Their ride is driven by need and accelerated by want. This time it’s the Salemburg Hellions on a ride out for love

*************FULL BOOK START HERE*************

Prologue

Josie

The mid-day sunshine reflects across the lake in front of me.

“Breathe,” Jackie, my older sister reminds.

My dress fits like a glove. Full length, mermaid with lace sleeves matching the pattern of my cathedral veil. I inhale as my sister adjusts the thin material, spreading it out across the grass as the photographer snaps away.

Today is the day I commit to my high school sweetheart, Jonah. How we got here still seems like a dream. From that first dance in ninth grade to now, a month after my graduation getting married with our family around.

Jonah is a year older than me. Everyone said it wouldn’t last once he left. I wanted to laugh then and even more so now. Tell me again how it couldn’t work. Because here we are.

Immediately after his graduation, he went to BCT- Basic Combat Training, or boot camp for the Army. He went on to his advanced training before finding his first duty station in Fort Liberty, North Carolina. I’ve never left Arkansas, but here Jonah is seeing all kinds of places. All because he made a decision at seventeen.
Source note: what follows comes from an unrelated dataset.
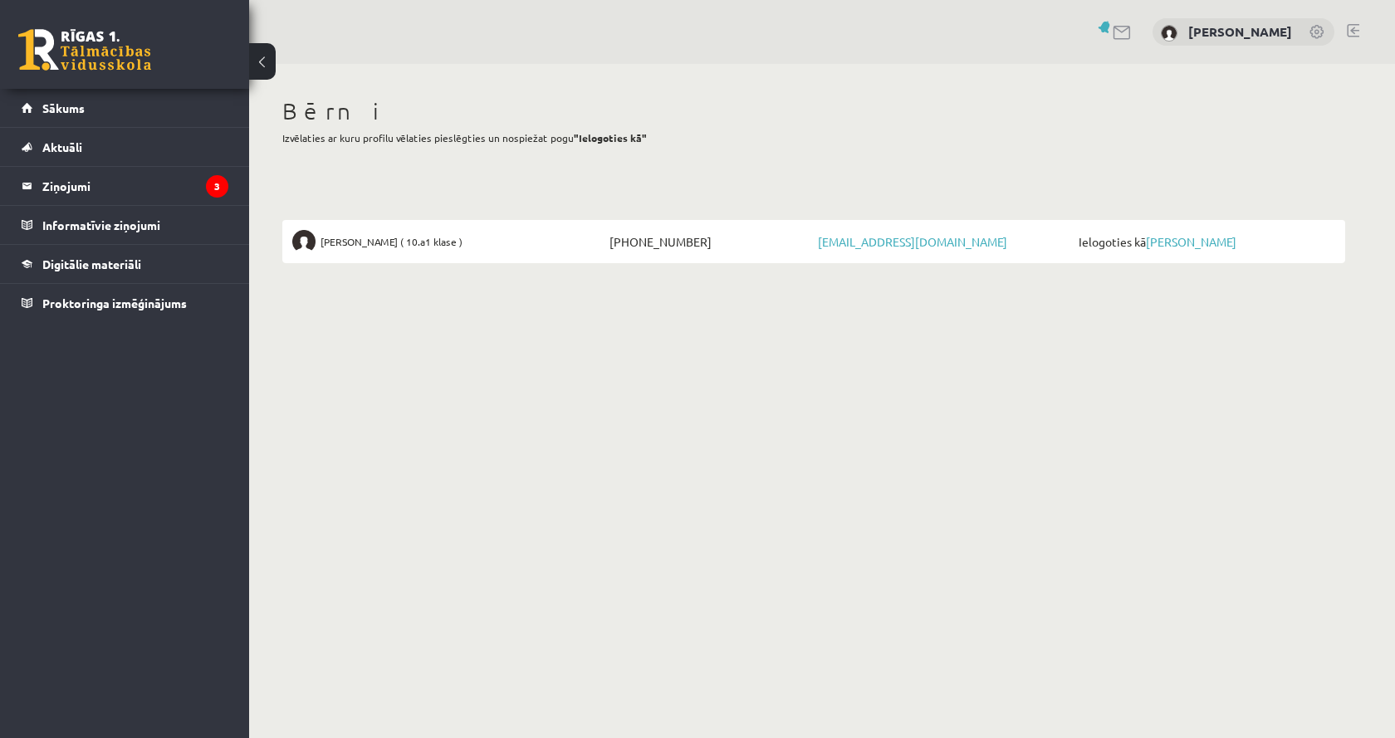  I want to click on a: Digitālie materiāli, so click(125, 264).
In order to join, he had to have his mom sign off on it or wait until his eighteenth birthday. Waiting has never been Jonah’s strength, so his mom signed and off he went.

He lives in his dorm or barracks, basically his crash pad. It isn’t the best place. Jonah is an only child. He hasn’t had to share a room ever, most especially one this size. Close quarters force him to get to know his roommate in ways I know he would prefer not to. He doesn’t mind his bunk mate generally speaking; however, the other gentleman is a slob.
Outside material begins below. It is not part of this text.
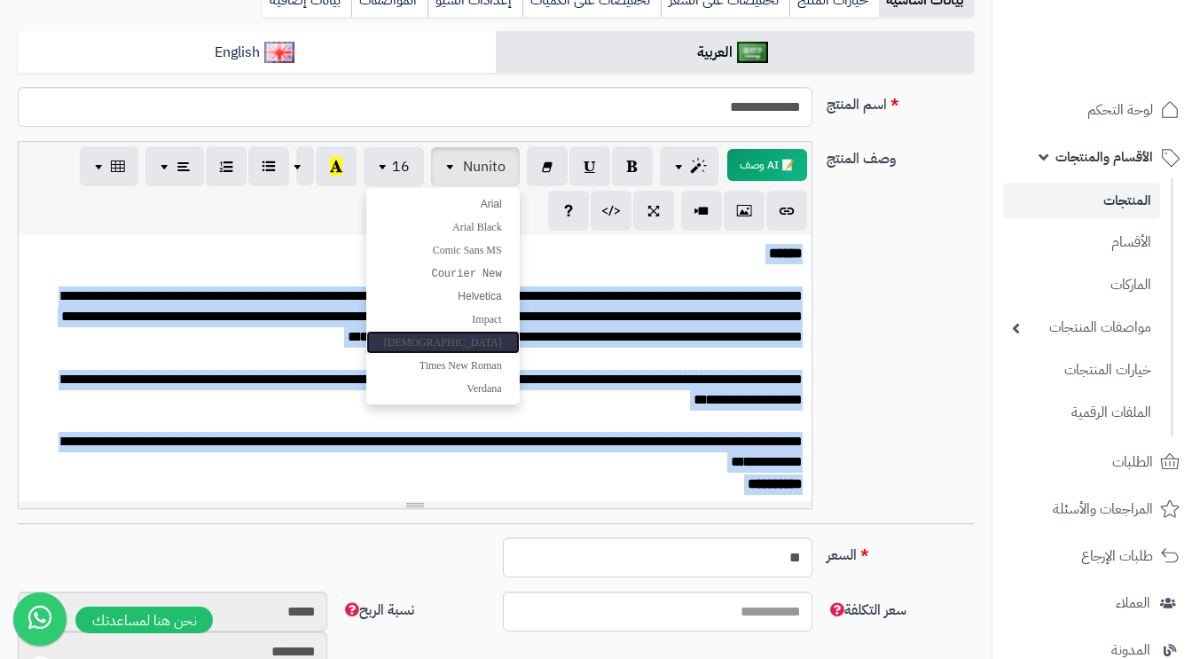  Describe the element at coordinates (1081, 201) in the screenshot. I see `a: المنتجات` at that location.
Jonah is constantly picking up after him and doing the right things for the inspections they get. Who knew the military is so particular on how their soldiers keep their quarters? If we get married, that takes him out of bachelors’ quarters.

Honestly, I don’t understand how the military can say someone can’t live on their own unless they are married. Jonah is an adult. Why does the Army get to tell him who he lives with and the conditions he will live in? To me, he can go to war and risk his life, but he doesn’t get a say in where he lives as a single male … someone make it make sense to me. It doesn’t bother Jonah. He constantly reminds me he signed up for this. He is the property of the United States Army and he’s proud to be a soldier. In the end, as long as Jonah is happy, then I’m happy. The Army makes him his best self even if I don’t understand it all.
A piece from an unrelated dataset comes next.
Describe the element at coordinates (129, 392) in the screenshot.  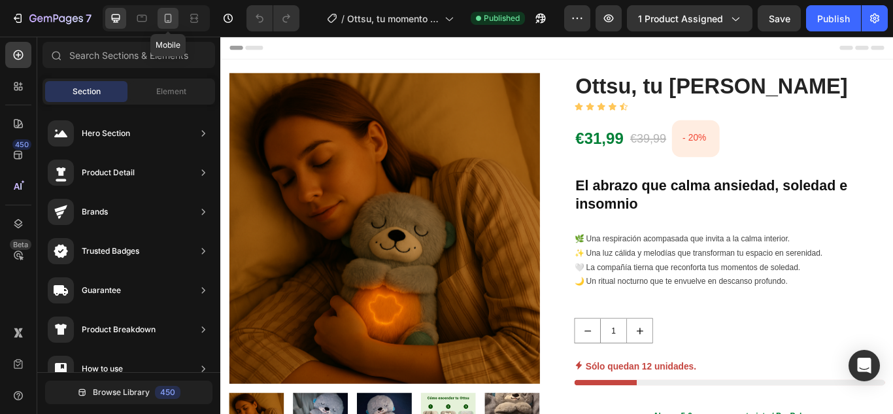
I see `button: Browse Library450` at that location.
For example, I will be his “dependent”, which is a term my independent self struggles with. However, if we continue without me marrying him then I need to stay here to go to college. I can’t afford to go to school and pay for my own place to stay near him in North Carolina. It also means my residency status will make me have to pay out of state tuition until I’ve been a North Carolina resident long enough. As a military dependent my life in Arkansas isn’t held against me. That isn’t the only factor in our decision to get married now. We have been doing this long-distance relationship for a year, and it’s not been easy. I miss him. While I could live in my own place there near him, it makes me nervous. More than anything, I don’t like the idea of living in a strange town without him being there too. He doesn’t have a high enough rank to live out in town without a dependent. That is how he keeps explaining it to me.

I don’t exactly understand rank other than it matters to him. Somehow his rank gives him more freedoms as he works his way up. All of this is foreign to me. My dad did not serve in the military. In fact, he’s been the bread man my whole life, distributing loaves of bread and boxes of snacks to the grocery stores in our area.

We could wait. I could stay here and go to school while Jonah focuses on his career. Except, I don’t want to spend four more years apart from Jonah. It’s not like we haven’t wanted to be married one day. We have talked about it since forever it seems. This last year apart was hard enough, I don’t want to spend another year like this. When Jonah proposed on his weekend liberty after graduating boot camp, it gave us a new drive to stick it out even though the distance is hard. Immediately, I said yes, and I knew this is the life for us. Wherever he goes, I want to be by his side.